Recent price action has pushed Bitcoin into historic statistical territory, making a rebound increasingly likely even as uncertainty remains about the final low.
What happened
– Bitcoin recently fell sharply below its 200-day simple moving average (SMA), reaching a level the market has not seen in the past decade. According to Martin Leinweber, director of digital asset research and strategy at MarketVector Indexes, BTC sits roughly -2.88 standard deviations below the 200-day SMA — a deviation that has never occurred in 10 years of data, not even during the COVID-19 shock or the FTX collapse.
– The week’s decline put this crash among Bitcoin’s 15 fastest drawdowns: BTC/USD dropped more than 22% in a single week, a fall worse than 98.9% of prior weekly outcomes.
– Thursday produced Bitcoin’s first-ever $10,000 red daily candle, and liquidations during the sell-off exceeded those seen in earlier major market shocks. Sentiment indicators plunged, with the Crypto Fear & Greed Index falling to 9 out of 100.
Why this matters
Analysts point to the extremity of these signals: when an asset sits many standard deviations below a long-term moving average, mean reversion becomes statistically likely. That does not guarantee an immediate recovery or identify the absolute bottom, but it does increase the probability of a bounce or partial retracement.
Leinweber frames the episode as a macro-driven bear market rather than a failure of Bitcoin’s underlying technology or long-term thesis. He cautions the current price floor could be local rather than definitive, but maintains that Bitcoin’s long-term investment case remains intact.
Signs of buying amid the carnage
Despite the intense selling, buyers have appeared, particularly among large-volume participants. Hedge funds and major exchanges such as Binance were reported among active buyers after big liquidations. Trader Daan Crypto Trades noted that Bitcoin bounced from the middle of its 2024 range after a roughly 38% sell-off over a few weeks, calling the situation appealing for investors with cash and patience to accumulate or trade volatility.
What to expect next
The mix of extreme statistical divergence from the 200-day SMA, macro-driven bearish pressure, and early institutional dip-buying suggests a phase where mean reversion is more probable than usual. However, the timing and depth of any final bottom remain uncertain; the market could still revisit lower levels before a sustained recovery.
This rewritten coverage is informational and not investment advice. All trading and investment decisions carry risk; readers should perform their own research and consider consulting a professional before acting.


Show, from the records below, all lines that contain the word "Reports".

Start of Provided data

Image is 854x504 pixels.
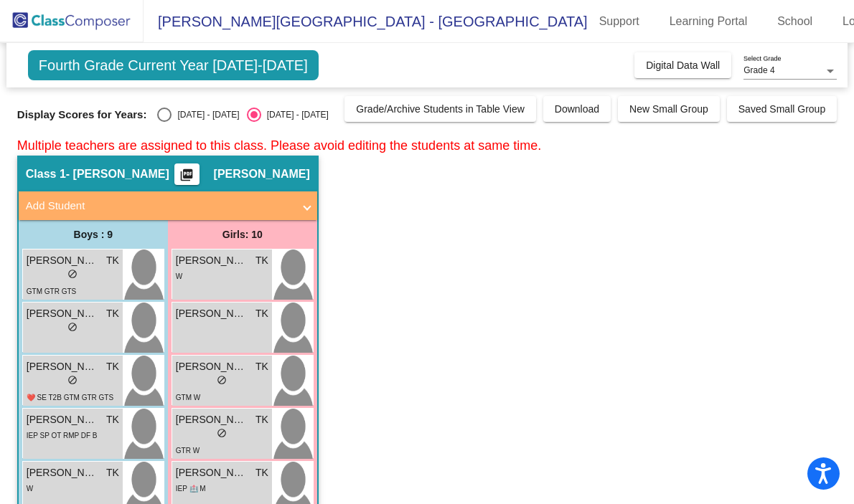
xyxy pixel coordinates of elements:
[176,412,248,427] span: [PERSON_NAME]
[738,103,825,114] span: Saved Small Group
[26,359,98,374] span: [PERSON_NAME]
[26,253,98,268] span: [PERSON_NAME] [PERSON_NAME]
[176,306,248,321] span: [PERSON_NAME]
[255,306,269,321] span: TK
[216,428,227,438] span: do_not_disturb_alt
[106,412,119,427] span: TK
[176,359,248,374] span: [PERSON_NAME]
[26,306,98,321] span: [PERSON_NAME]
[645,59,719,71] span: Digital Data Wall
[554,103,599,114] span: Download
[26,465,98,480] span: [PERSON_NAME]
[344,96,536,122] button: Grade/Archive Students in Table View
[176,272,182,280] span: W
[216,375,227,385] span: do_not_disturb_alt
[19,220,168,249] div: Boys : 9
[176,446,199,454] span: GTR W
[178,168,195,187] mat-icon: picture_as_pdf
[743,65,774,75] span: Grade 4
[26,485,33,492] span: W
[255,412,269,427] span: TK
[261,108,329,121] div: [DATE] - [DATE]
[26,288,76,296] span: GTM GTR GTS
[168,220,317,249] div: Girls: 10
[106,359,119,374] span: TK
[68,269,78,279] span: do_not_disturb_alt
[356,103,525,114] span: Grade/Archive Students in Table View
[629,103,708,114] span: New Small Group
[19,191,317,220] mat-expansion-panel-header: Add Student
[634,52,731,78] button: Digital Data Wall
[26,412,98,427] span: [PERSON_NAME]
[727,96,837,122] button: Saved Small Group
[26,432,97,439] span: IEP SP OT RMP DF B
[658,10,759,33] a: Learning Portal
[171,108,239,121] div: [DATE] - [DATE]
[214,167,310,181] span: [PERSON_NAME]
[68,375,78,385] span: do_not_disturb_alt
[255,465,269,480] span: TK
[17,108,147,121] span: Display Scores for Years:
[26,394,114,416] span: ❤️ SE T2B GTM GTR GTS W
[143,10,588,33] span: [PERSON_NAME][GEOGRAPHIC_DATA] - [GEOGRAPHIC_DATA]
[26,167,66,181] span: Class 1
[176,465,248,480] span: [PERSON_NAME]
[255,253,269,268] span: TK
[543,96,610,122] button: Download
[176,253,248,268] span: [PERSON_NAME]
[174,163,199,185] button: Print Students Details
[17,138,541,152] span: Multiple teachers are assigned to this class. Please avoid editing the students at same time.
[106,465,119,480] span: TK
[106,253,119,268] span: TK
[176,485,206,492] span: IEP 🏥 M
[26,198,293,215] mat-panel-title: Add Student
[68,322,78,332] span: do_not_disturb_alt
[106,306,119,321] span: TK
[588,10,651,33] a: Support
[765,10,824,33] a: School
[66,167,169,181] span: - [PERSON_NAME]
[28,51,318,80] span: Fourth Grade Current Year [DATE]-[DATE]
[157,107,328,122] mat-radio-group: Select an option
[255,359,269,374] span: TK
[617,96,719,122] button: New Small Group
[176,394,200,401] span: GTM W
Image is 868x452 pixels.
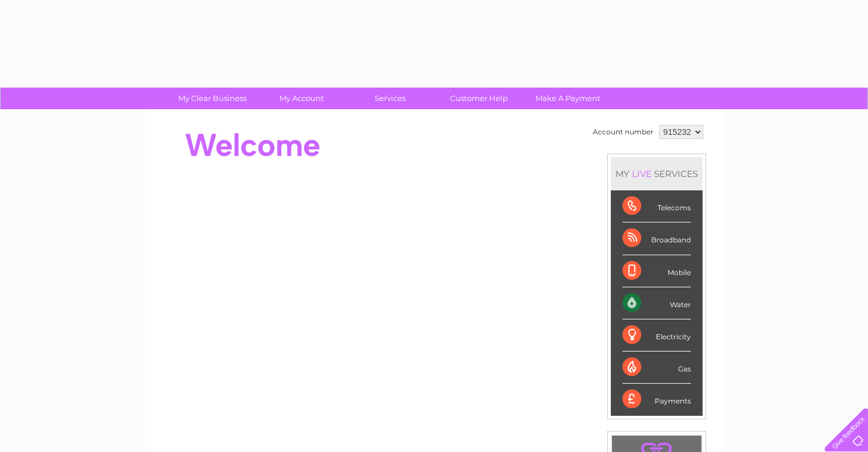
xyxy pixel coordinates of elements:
[623,351,691,384] div: Gas
[623,384,691,415] div: Payments
[623,255,691,287] div: Mobile
[431,88,528,109] a: Customer Help
[341,88,438,109] a: Services
[623,223,691,254] div: Broadband
[611,157,703,190] div: MY SERVICES
[590,122,656,141] td: Account number
[623,287,691,319] div: Water
[520,88,616,109] a: Make A Payment
[623,190,691,223] div: Telecoms
[623,319,691,351] div: Electricity
[629,168,654,179] div: LIVE
[253,88,349,109] a: My Account
[164,88,260,109] a: My Clear Business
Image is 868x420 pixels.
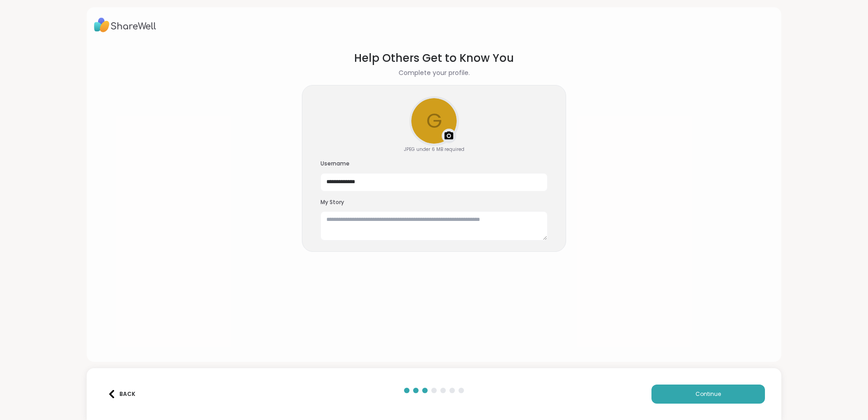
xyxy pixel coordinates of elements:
button: Continue [651,385,765,404]
h3: Username [321,160,547,168]
span: Continue [696,390,721,398]
img: ShareWell Logo [94,15,156,35]
h3: My Story [321,199,547,206]
div: JPEG under 6 MB required [404,146,465,152]
button: Back [103,385,139,404]
h2: Complete your profile. [399,68,470,78]
h1: Help Others Get to Know You [354,50,514,66]
div: Back [108,390,136,398]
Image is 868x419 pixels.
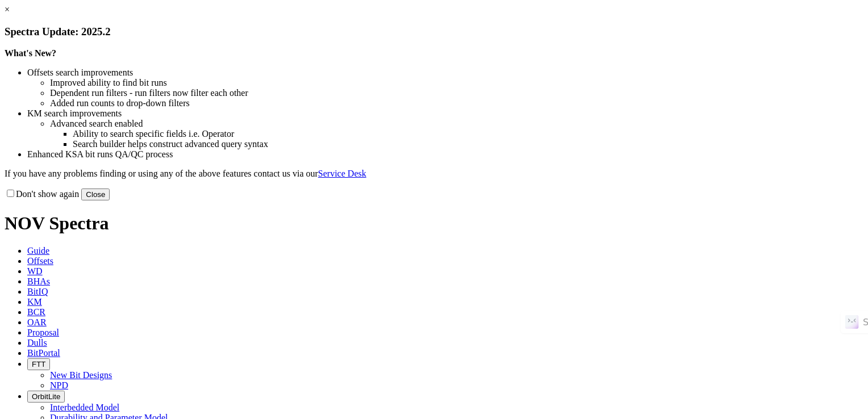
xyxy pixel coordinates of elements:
[81,188,109,200] button: Close
[27,287,48,296] span: BitIQ
[50,78,864,88] li: Improved ability to find bit runs
[27,109,864,118] li: KM search improvements
[50,88,864,98] li: Dependent run filters - run filters now filter each other
[4,25,864,38] h3: Spectra Update: 2025.2
[50,380,68,390] a: NPD
[73,129,864,139] li: Ability to search specific fields i.e. Operator
[27,149,864,160] li: Enhanced KSA bit runs QA/QC process
[318,169,367,178] a: Service Desk
[27,67,864,78] li: Offsets search improvements
[73,139,864,149] li: Search builder helps construct advanced query syntax
[27,246,50,256] span: Guide
[4,48,56,58] strong: What's New?
[27,307,46,317] span: BCR
[27,297,42,307] span: KM
[27,348,60,358] span: BitPortal
[4,4,10,14] a: ×
[4,213,864,234] h1: NOV Spectra
[50,403,119,412] a: Interbedded Model
[27,266,43,276] span: WD
[32,392,60,401] span: OrbitLite
[4,169,864,179] p: If you have any problems finding or using any of the above features contact us via our
[50,118,864,129] li: Advanced search enabled
[50,370,112,380] a: New Bit Designs
[4,189,79,199] label: Don't show again
[32,360,46,369] span: FTT
[50,98,864,109] li: Added run counts to drop-down filters
[27,277,50,286] span: BHAs
[27,256,53,266] span: Offsets
[7,190,14,197] input: Don't show again
[27,338,47,348] span: Dulls
[27,317,46,327] span: OAR
[27,328,59,337] span: Proposal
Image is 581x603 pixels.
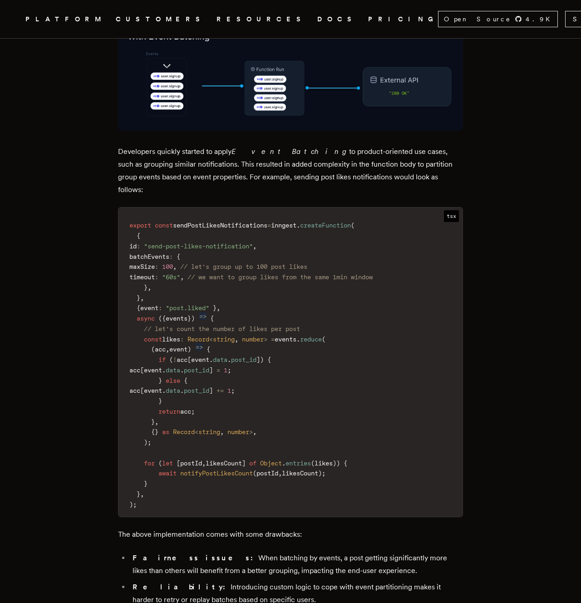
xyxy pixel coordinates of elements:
span: , [235,335,238,343]
span: events [166,315,187,322]
span: } [144,284,148,291]
span: event [144,366,162,374]
span: , [202,459,206,467]
span: , [148,284,151,291]
span: > [264,335,267,343]
span: ( [351,222,355,229]
span: createFunction [300,222,351,229]
span: => [196,343,203,350]
em: Event Batching [231,147,349,156]
span: acc [129,387,140,394]
span: . [180,387,184,394]
span: postId [256,469,278,477]
span: . [162,387,166,394]
span: acc [129,366,140,374]
span: : [155,263,158,270]
span: event [169,345,187,353]
span: ( [158,315,162,322]
span: // we want to group likes from the same 1min window [187,273,373,281]
span: post_id [184,387,209,394]
span: batchEvents [129,253,169,260]
span: += [217,387,224,394]
span: } [155,428,158,435]
span: . [180,366,184,374]
span: Record [173,428,195,435]
span: ) [191,315,195,322]
span: = [217,366,220,374]
span: data [213,356,227,363]
span: [ [140,366,144,374]
span: reduce [300,335,322,343]
span: { [184,377,187,384]
span: "60s" [162,273,180,281]
span: event [144,387,162,394]
span: , [155,418,158,425]
span: ] [256,356,260,363]
span: = [267,222,271,229]
span: . [282,459,286,467]
span: acc [155,345,166,353]
span: notifyPostLikesCount [180,469,253,477]
span: likes [162,335,180,343]
span: , [278,469,282,477]
span: maxSize [129,263,155,270]
span: { [137,232,140,239]
span: { [137,304,140,311]
span: } [158,377,162,384]
span: number [242,335,264,343]
span: event [140,304,158,311]
span: const [155,222,173,229]
li: When batching by events, a post getting significantly more likes than others will benefit from a ... [130,552,463,577]
span: } [144,480,148,487]
span: ] [209,366,213,374]
span: < [209,335,213,343]
span: "post.liked" [166,304,209,311]
span: } [187,315,191,322]
strong: Fairness issues: [133,553,258,562]
span: const [144,335,162,343]
span: 1 [227,387,231,394]
span: likes [315,459,333,467]
span: ] [242,459,246,467]
span: ) [333,459,336,467]
span: ; [133,501,137,508]
span: } [213,304,217,311]
span: : [169,253,173,260]
span: inngest [271,222,296,229]
span: , [180,273,184,281]
span: [ [177,459,180,467]
span: await [158,469,177,477]
span: sendPostLikesNotifications [173,222,267,229]
span: as [162,428,169,435]
span: ) [318,469,322,477]
span: data [166,387,180,394]
span: ) [144,438,148,446]
span: , [166,345,169,353]
span: likesCount [206,459,242,467]
span: , [173,263,177,270]
span: ) [260,356,264,363]
span: ) [129,501,133,508]
span: . [296,222,300,229]
span: { [344,459,347,467]
span: ( [253,469,256,477]
span: ( [151,345,155,353]
span: acc [180,408,191,415]
span: timeout [129,273,155,281]
span: ; [227,366,231,374]
a: DOCS [317,14,357,25]
span: likesCount [282,469,318,477]
span: : [180,335,184,343]
span: events [275,335,296,343]
span: { [207,345,210,353]
span: ) [336,459,340,467]
span: ; [191,408,195,415]
p: Developers quickly started to apply to product-oriented use cases, such as grouping similar notif... [118,145,463,196]
span: < [195,428,198,435]
span: ( [322,335,325,343]
span: => [199,312,207,320]
span: . [162,366,166,374]
span: [ [140,387,144,394]
span: Record [187,335,209,343]
span: async [137,315,155,322]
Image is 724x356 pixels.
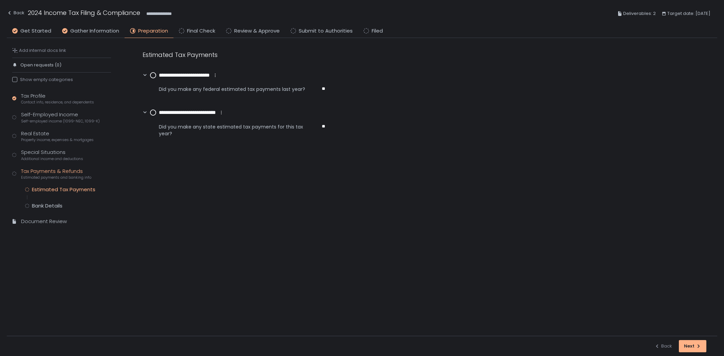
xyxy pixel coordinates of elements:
[21,137,94,142] span: Property income, expenses & mortgages
[70,27,119,35] span: Gather Information
[20,62,61,68] span: Open requests (0)
[299,27,352,35] span: Submit to Authorities
[21,92,94,105] div: Tax Profile
[21,218,67,226] div: Document Review
[21,111,100,124] div: Self-Employed Income
[159,86,305,93] span: Did you make any federal estimated tax payments last year?
[21,119,100,124] span: Self-employed income (1099-NEC, 1099-K)
[21,168,91,180] div: Tax Payments & Refunds
[654,340,672,352] button: Back
[654,343,672,349] div: Back
[21,156,83,161] span: Additional income and deductions
[21,130,94,143] div: Real Estate
[28,8,140,17] h1: 2024 Income Tax Filing & Compliance
[21,149,83,161] div: Special Situations
[21,100,94,105] span: Contact info, residence, and dependents
[187,27,215,35] span: Final Check
[623,9,655,18] span: Deliverables: 2
[12,47,66,54] button: Add internal docs link
[138,27,168,35] span: Preparation
[7,8,24,19] button: Back
[678,340,706,352] button: Next
[21,175,91,180] span: Estimated payments and banking info
[20,27,51,35] span: Get Started
[32,203,62,209] div: Bank Details
[7,9,24,17] div: Back
[142,50,468,59] div: Estimated Tax Payments
[32,186,95,193] div: Estimated Tax Payments
[159,123,305,137] span: Did you make any state estimated tax payments for this tax year?
[371,27,383,35] span: Filed
[234,27,280,35] span: Review & Approve
[667,9,710,18] span: Target date: [DATE]
[684,343,701,349] div: Next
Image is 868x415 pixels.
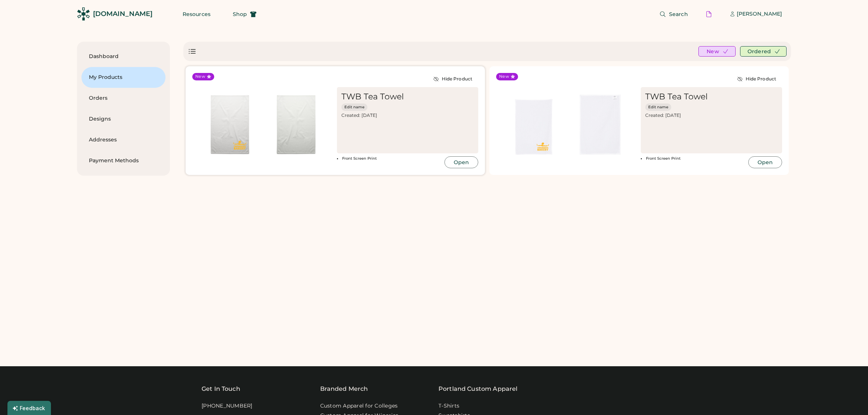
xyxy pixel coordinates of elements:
[645,103,672,111] button: Edit name
[740,46,787,57] button: Ordered
[93,9,152,18] div: [DOMAIN_NAME]
[89,157,158,164] div: Payment Methods
[749,156,782,168] button: Open
[320,402,398,410] a: Custom Apparel for Colleges
[174,7,219,21] button: Resources
[499,74,509,80] div: New
[233,12,247,17] span: Shop
[197,92,263,158] img: generate-image
[77,8,90,20] img: Rendered Logo - Screens
[202,384,241,394] div: Get In Touch
[341,113,474,118] div: Created: [DATE]
[651,7,697,21] button: Search
[196,74,205,80] div: New
[645,92,708,102] div: TWB Tea Towel
[89,95,158,102] div: Orders
[669,12,688,17] span: Search
[341,92,404,102] div: TWB Tea Towel
[698,46,736,57] button: New
[89,53,158,60] div: Dashboard
[445,156,478,168] button: Open
[731,73,782,85] button: Hide Product
[263,92,329,158] img: generate-image
[501,92,567,158] img: generate-image
[341,103,368,111] button: Edit name
[438,384,517,394] a: Portland Custom Apparel
[89,136,158,144] div: Addresses
[320,384,368,394] div: Branded Merch
[641,156,746,161] li: Front Screen Print
[427,73,478,85] button: Hide Product
[645,113,778,118] div: Created: [DATE]
[89,115,158,123] div: Designs
[202,402,253,410] div: [PHONE_NUMBER]
[567,92,633,158] img: generate-image
[89,74,158,81] div: My Products
[833,382,865,413] iframe: Front Chat
[337,156,442,161] li: Front Screen Print
[188,47,197,56] div: Show list view
[224,7,265,21] button: Shop
[438,402,459,410] a: T-Shirts
[737,10,782,18] div: [PERSON_NAME]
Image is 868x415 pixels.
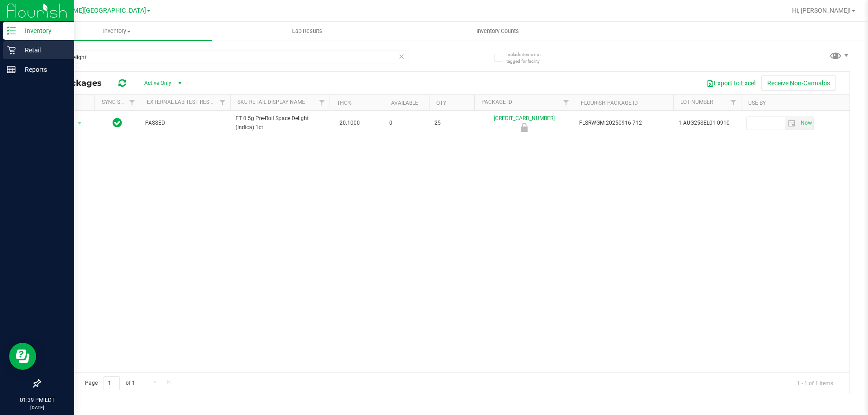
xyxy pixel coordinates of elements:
[7,65,16,74] inline-svg: Reports
[74,117,86,130] span: select
[113,117,122,129] span: In Sync
[314,95,330,110] a: Filter
[785,117,798,130] span: select
[212,22,402,40] a: Lab Results
[4,396,70,405] p: 01:39 PM EDT
[4,405,70,411] p: [DATE]
[40,51,410,64] input: Search Package ID, Item Name, SKU, Lot or Part Number...
[102,99,137,105] a: Sync Status
[436,100,446,106] a: Qty
[389,119,424,127] span: 0
[559,95,573,110] a: Filter
[237,99,305,105] a: Sku Retail Display Name
[581,100,638,106] a: Flourish Package ID
[16,64,70,75] p: Reports
[798,117,813,130] span: select
[726,95,741,110] a: Filter
[34,7,146,14] span: [PERSON_NAME][GEOGRAPHIC_DATA]
[391,100,418,106] a: Available
[7,26,16,35] inline-svg: Inventory
[280,27,334,35] span: Lab Results
[47,78,111,88] span: All Packages
[762,75,836,91] button: Receive Non-Cannabis
[790,376,841,390] span: 1 - 1 of 1 items
[104,376,120,391] input: 1
[22,22,212,40] a: Inventory
[435,119,469,127] span: 25
[493,115,555,121] a: [CREDIT_CARD_NUMBER]
[22,27,212,35] span: Inventory
[9,343,36,370] iframe: Resource center
[700,75,762,91] button: Export to Excel
[506,51,552,65] span: Include items not tagged for facility
[145,119,225,127] span: PASSED
[337,100,352,106] a: THC%
[77,376,142,391] span: Page of 1
[398,51,405,62] span: Clear
[216,95,230,110] a: Filter
[748,100,766,106] a: Use By
[481,99,512,105] a: Package ID
[679,119,735,127] span: 1-AUG25SEL01-0910
[16,25,70,36] p: Inventory
[792,7,851,14] span: Hi, [PERSON_NAME]!
[235,114,324,132] span: FT 0.5g Pre-Roll Space Delight (Indica) 1ct
[16,45,70,56] p: Retail
[335,117,364,130] span: 20.1000
[147,99,217,105] a: External Lab Test Result
[464,27,531,35] span: Inventory Counts
[579,119,667,127] span: FLSRWGM-20250916-712
[798,117,813,130] span: Set Current date
[473,123,575,132] div: Newly Received
[402,22,593,40] a: Inventory Counts
[7,46,16,55] inline-svg: Retail
[681,99,713,105] a: Lot Number
[125,95,139,110] a: Filter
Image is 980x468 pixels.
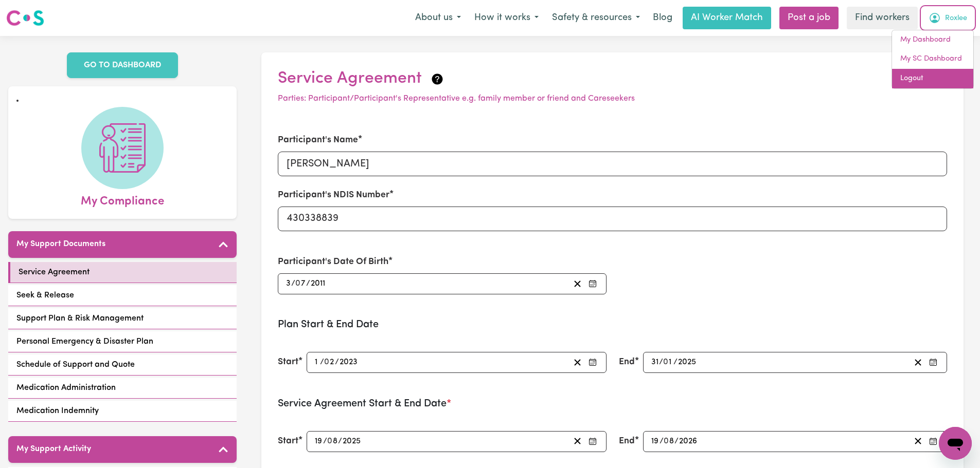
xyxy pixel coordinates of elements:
[8,401,236,422] a: Medication Indemnity
[646,6,678,29] a: Blog
[327,438,332,445] span: 0
[6,8,44,28] img: Careseekers logo
[17,239,106,249] h5: My Support Documents
[779,6,838,29] a: Post a job
[659,437,663,446] span: /
[663,358,668,366] span: 0
[278,133,358,147] label: Participant's Name
[921,7,974,29] button: My Account
[306,279,310,288] span: /
[8,285,236,306] a: Seek & Release
[6,6,44,29] a: Careseekers logo
[651,434,659,448] input: --
[291,279,295,288] span: /
[278,435,298,448] label: Start
[324,358,329,366] span: 0
[618,356,635,369] label: End
[8,378,236,399] a: Medication Administration
[339,356,358,370] input: ----
[945,13,967,24] span: Roxlee
[296,277,306,291] input: --
[320,358,324,367] span: /
[278,356,298,369] label: Start
[847,6,917,29] a: Find workers
[17,313,144,325] span: Support Plan & Risk Management
[278,256,388,268] label: Participant's Date Of Birth
[285,277,291,291] input: --
[678,434,698,448] input: ----
[18,266,89,279] span: Service Agreement
[17,444,91,454] h5: My Support Activity
[310,277,326,291] input: ----
[8,231,236,258] button: My Support Documents
[278,69,947,88] h2: Service Agreement
[8,355,236,375] a: Schedule of Support and Quote
[8,331,236,352] a: Personal Emergency & Disaster Plan
[278,398,947,410] h3: Service Agreement Start & End Date
[467,7,545,29] button: How it works
[663,356,673,370] input: --
[335,358,339,367] span: /
[8,436,236,462] button: My Support Activity
[17,382,116,394] span: Medication Administration
[651,356,659,370] input: --
[338,437,342,446] span: /
[939,427,972,460] iframe: Button to launch messaging window
[17,336,154,348] span: Personal Emergency & Disaster Plan
[8,262,236,283] a: Service Agreement
[278,93,947,105] p: Parties: Participant/Participant's Representative e.g. family member or friend and Careseekers
[342,434,362,448] input: ----
[545,7,646,29] button: Safety & resources
[17,405,98,417] span: Medication Indemnity
[892,50,973,69] a: My SC Dashboard
[618,435,635,448] label: End
[663,438,668,445] span: 0
[17,107,228,211] a: My Compliance
[674,437,678,446] span: /
[663,434,674,448] input: --
[892,69,973,88] a: Logout
[17,290,74,302] span: Seek & Release
[295,280,300,288] span: 0
[892,30,973,50] a: My Dashboard
[409,7,467,29] button: About us
[81,189,164,211] span: My Compliance
[278,188,389,202] label: Participant's NDIS Number
[314,356,320,370] input: --
[891,29,974,89] div: My Account
[673,358,677,367] span: /
[8,308,236,329] a: Support Plan & Risk Management
[659,358,663,367] span: /
[323,437,327,446] span: /
[278,319,947,331] h3: Plan Start & End Date
[17,359,134,371] span: Schedule of Support and Quote
[677,356,697,370] input: ----
[67,52,178,78] a: GO TO DASHBOARD
[314,434,323,448] input: --
[683,6,771,29] a: AI Worker Match
[329,434,339,448] input: --
[325,356,335,370] input: --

End of Provided data

* [Response]
[7,65,16,74] inline-svg: Reports
[16,64,70,75] p: Reports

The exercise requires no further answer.